Genital herpes can cause recurrent painful genital sores in many adults, and herpes infection can be severe in people with suppressed immune systems. Regardless of severity of symptoms, genital herpes frequently causes psychological distress in people who know they are infected.
In addition, genital HSV can lead to potentially fatal infections in babies. It is important that women avoid contracting herpes during pregnancy because a newly acquired infection during late pregnancy poses a greater risk of transmission to the baby. If a woman has active genital herpes at delivery, a cesarean delivery is usually performed. Fortunately, infection of a baby from a woman with herpes infection is rare.
Herpes may play a role in the spread of HIV, the virus that causes AIDS. Herpes can make people more susceptible to HIV infection, and it can make HIV-infected individuals more infectious.

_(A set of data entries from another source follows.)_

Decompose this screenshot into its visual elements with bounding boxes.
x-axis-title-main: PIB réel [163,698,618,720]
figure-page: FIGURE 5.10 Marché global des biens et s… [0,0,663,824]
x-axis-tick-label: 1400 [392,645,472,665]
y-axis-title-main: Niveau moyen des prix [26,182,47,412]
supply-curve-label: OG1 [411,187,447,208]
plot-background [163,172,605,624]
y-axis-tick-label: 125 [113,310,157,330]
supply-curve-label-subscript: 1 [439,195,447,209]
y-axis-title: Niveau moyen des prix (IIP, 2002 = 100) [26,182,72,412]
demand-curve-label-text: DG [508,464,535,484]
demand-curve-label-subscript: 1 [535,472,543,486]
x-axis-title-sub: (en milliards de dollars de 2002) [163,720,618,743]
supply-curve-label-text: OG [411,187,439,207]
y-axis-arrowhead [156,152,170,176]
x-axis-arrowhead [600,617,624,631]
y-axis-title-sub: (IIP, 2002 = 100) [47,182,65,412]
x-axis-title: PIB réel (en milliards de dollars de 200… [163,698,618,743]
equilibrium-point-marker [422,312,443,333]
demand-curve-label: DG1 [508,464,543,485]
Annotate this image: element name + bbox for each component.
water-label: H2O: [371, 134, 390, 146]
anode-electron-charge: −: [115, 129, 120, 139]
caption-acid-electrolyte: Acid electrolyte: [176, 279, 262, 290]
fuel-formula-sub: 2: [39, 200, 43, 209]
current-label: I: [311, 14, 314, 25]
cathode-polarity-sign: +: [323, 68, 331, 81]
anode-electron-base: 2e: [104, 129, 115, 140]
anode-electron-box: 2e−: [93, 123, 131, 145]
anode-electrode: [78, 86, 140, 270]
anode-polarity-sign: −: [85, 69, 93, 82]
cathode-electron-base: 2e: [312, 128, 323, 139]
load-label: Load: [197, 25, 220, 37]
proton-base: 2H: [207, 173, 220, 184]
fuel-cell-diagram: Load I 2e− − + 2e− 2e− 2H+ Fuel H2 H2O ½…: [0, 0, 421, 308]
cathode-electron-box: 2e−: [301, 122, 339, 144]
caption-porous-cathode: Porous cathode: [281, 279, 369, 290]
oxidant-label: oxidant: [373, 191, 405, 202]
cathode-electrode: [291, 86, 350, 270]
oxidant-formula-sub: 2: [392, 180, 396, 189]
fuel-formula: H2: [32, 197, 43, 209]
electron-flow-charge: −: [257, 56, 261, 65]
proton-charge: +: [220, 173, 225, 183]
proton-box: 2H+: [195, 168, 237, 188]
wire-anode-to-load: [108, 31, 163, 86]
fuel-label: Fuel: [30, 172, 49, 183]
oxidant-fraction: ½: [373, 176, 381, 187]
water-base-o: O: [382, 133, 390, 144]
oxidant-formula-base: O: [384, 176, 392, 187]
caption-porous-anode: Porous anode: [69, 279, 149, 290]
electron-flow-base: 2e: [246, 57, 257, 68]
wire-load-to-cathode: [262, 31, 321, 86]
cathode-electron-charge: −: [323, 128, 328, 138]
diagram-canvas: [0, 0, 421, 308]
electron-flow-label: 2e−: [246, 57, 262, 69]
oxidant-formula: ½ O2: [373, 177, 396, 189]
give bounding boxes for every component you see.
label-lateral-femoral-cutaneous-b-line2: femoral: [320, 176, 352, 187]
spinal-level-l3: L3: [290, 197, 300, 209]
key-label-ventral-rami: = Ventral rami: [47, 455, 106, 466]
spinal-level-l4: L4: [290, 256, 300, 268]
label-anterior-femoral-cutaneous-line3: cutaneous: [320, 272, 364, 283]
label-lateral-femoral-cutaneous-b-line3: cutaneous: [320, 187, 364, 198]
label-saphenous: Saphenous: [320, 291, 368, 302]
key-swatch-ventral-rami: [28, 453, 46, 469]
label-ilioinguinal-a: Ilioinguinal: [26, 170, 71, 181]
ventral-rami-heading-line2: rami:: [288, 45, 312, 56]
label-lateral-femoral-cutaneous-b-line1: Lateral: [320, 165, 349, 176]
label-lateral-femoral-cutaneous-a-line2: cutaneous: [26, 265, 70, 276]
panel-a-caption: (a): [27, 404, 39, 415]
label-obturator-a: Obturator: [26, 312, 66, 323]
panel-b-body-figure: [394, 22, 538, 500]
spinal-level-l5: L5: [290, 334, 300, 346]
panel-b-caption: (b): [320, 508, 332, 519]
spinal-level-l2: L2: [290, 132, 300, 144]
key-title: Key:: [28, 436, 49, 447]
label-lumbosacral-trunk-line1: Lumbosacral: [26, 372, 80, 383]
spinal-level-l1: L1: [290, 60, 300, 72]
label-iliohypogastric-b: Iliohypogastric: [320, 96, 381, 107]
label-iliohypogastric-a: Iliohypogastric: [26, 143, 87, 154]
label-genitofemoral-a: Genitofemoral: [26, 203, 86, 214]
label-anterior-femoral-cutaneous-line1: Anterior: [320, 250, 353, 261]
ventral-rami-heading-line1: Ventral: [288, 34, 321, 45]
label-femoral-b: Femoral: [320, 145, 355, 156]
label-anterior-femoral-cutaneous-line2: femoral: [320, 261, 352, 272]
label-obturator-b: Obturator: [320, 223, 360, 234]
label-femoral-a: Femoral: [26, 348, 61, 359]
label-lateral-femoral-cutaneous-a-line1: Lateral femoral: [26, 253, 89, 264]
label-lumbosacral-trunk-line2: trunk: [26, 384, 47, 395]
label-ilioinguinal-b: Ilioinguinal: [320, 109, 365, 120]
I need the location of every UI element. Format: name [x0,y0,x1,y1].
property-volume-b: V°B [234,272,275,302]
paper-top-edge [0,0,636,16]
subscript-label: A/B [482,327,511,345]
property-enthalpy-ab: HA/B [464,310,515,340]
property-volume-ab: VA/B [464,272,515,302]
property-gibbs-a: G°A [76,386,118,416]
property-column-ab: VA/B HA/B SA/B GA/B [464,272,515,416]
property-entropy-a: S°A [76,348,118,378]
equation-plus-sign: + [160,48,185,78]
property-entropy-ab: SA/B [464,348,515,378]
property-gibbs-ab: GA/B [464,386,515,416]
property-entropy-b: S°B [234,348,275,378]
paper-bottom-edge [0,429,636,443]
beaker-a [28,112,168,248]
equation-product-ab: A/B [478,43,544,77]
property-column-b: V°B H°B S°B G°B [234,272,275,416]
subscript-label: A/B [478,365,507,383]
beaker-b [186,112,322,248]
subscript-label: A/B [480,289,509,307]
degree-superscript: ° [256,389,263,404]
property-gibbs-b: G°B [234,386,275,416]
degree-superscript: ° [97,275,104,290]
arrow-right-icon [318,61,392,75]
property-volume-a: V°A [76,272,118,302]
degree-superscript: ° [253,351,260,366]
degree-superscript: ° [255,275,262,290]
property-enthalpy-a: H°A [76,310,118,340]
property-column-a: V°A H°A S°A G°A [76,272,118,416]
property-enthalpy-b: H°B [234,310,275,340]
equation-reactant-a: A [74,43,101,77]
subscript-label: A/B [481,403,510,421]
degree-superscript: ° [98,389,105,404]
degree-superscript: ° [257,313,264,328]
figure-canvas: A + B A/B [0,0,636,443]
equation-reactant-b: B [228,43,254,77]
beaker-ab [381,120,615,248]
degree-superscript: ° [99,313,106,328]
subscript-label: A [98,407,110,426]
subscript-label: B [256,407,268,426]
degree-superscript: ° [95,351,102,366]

HOW IS GENITAL HERPES DIAGNOSED?

The signs and symptoms associated with HSV-2 can vary greatly. Health care providers can diagnose genital herpes by visual inspection if the outbreak is typical, and by taking a sample from the sore(s) and testing it in a laboratory. HSV infections can be diagnosed between outbreaks by the use of a blood test. Blood tests, which detect antibodies to HSV-1 or HSV-2 infection, can be helpful, although the results are not always clear-cut.

IS THERE A TREATMENT FOR HERPES?

There is no treatment that can cure herpes, but antiviral medications can shorten and prevent outbreaks during the period of time the person takes the medication. In addition, daily suppressive therapy for symptomatic herpes can reduce transmission to partners.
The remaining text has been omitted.